A.J. Witherspoon, the general manager of the Uptown, says all that a pirate trying to watch a taped 3-D movie at home will see are "two blurry images that are going to make absolutely no sense."

 

With 3-D on the rise, is 2-D doomed? Josselyn thinks not. Not only is it expensive to show 3-D, it's also expensive to film in that format. He said an industry rule of thumb is that shooting in 3-D can add $15 million to a movie's production costs because of the special cameras and other specialized equipment used to shoot it. That puts it out of reach of the makers of low-budget independent pictures.

 

The cost and the "wow" effect of 3-D make it best suited to big-budget blockbusters with lots of special effects. It's a premium moviegoing experience.
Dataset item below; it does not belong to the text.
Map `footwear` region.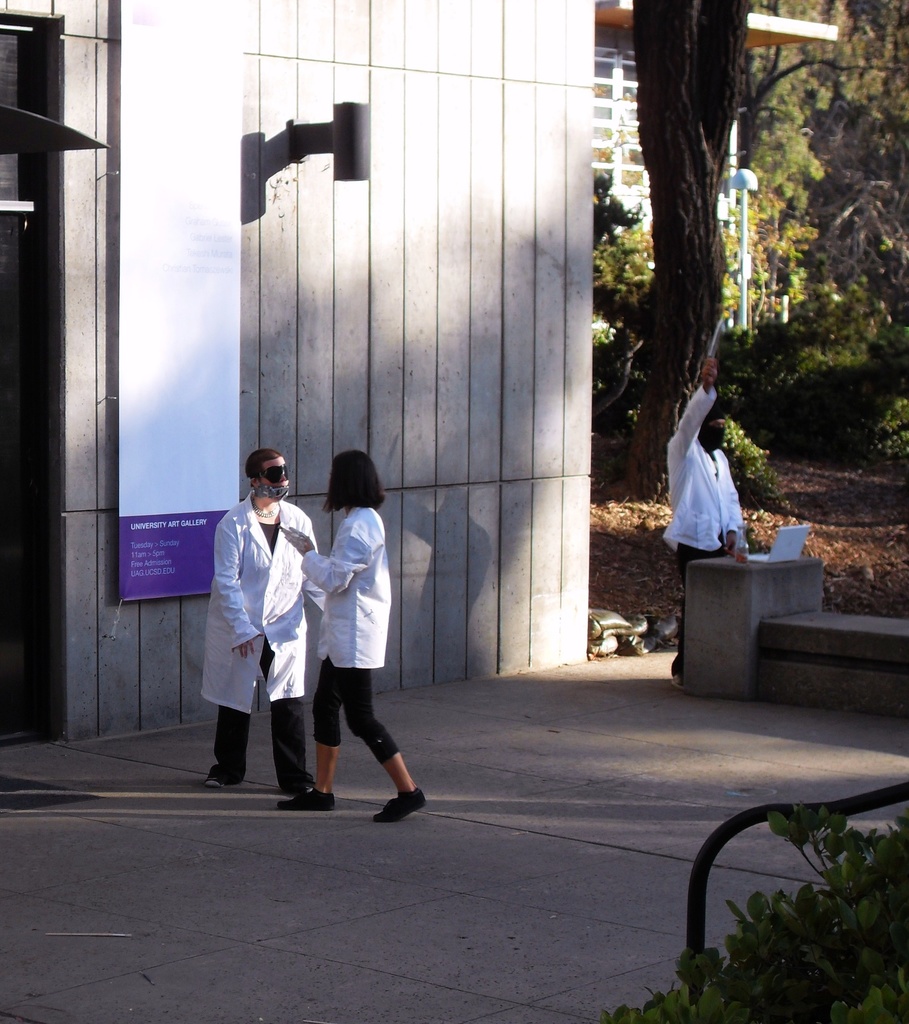
Mapped to left=283, top=783, right=341, bottom=813.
And even in the age of massive flat-screen TVs, it's an experience that can only be had in a theater.

 

Soren Andersen:                253-597-8660        

 

3-D movies on the horizon

 

"Fly Me to the Moon" (Aug. 8)

 

Three animated houseflies get a ride to the moon aboard Apollo 11.

 

"Bolt" (Nov. 26)

 

John Travolta supplies the voice for the title character in this 'toon about a dog who's a TV star who has the misfortune to wind up taking a cross-country journey through the hostile world outside the studio.

 

2009

 

"My Bloody Valentine 3D" (January)

 

It's live action. It's a remake. It's slasher time for the hearts-and-flowers set on Valentine's Day.

 

"Monsters vs. Aliens" (March)

 

'Toon time again in a comedy about a woman who grows to immense size after being soaked by some weird alien goo. Next thing you know, she's hanging out with characters like Dr. Cockroach and Insectosaurus.

 

"Up" (May)

 

The people from Pixar present an animated tale of a 78-year-old man (voiced by Ed Asner) who get a new lease on life and sets out on an exciting journey.

 

"Ice Age 3: Dawn of the Dinosaurs" (July)

 

The mammoth, the sloth and the sabertooth heroes of the animated "Ice Age" series cross paths with some fierce dinos.

 

"G-Force" (July)

 

Animated animal commandos take on a mission to save the world.

 

"Piranha 3D" (July)

 

The title says it all.

 

"Toy Story" (October)

 

The beloved Pixar 'toon has been retrofitted for the 3-D age. "Toy Story 2" will get the same treatment in 2010.

 

"A Christmas Carol" (November)

 

Jim Carrey stars as Scrooge and the three Dickens ghosts in a new live-action version of the holiday classic.

 

"Avatar" (Dec. 18)

 

James Cameron's first feature since "Titanic" is a sci-fi epic set on a distant planet.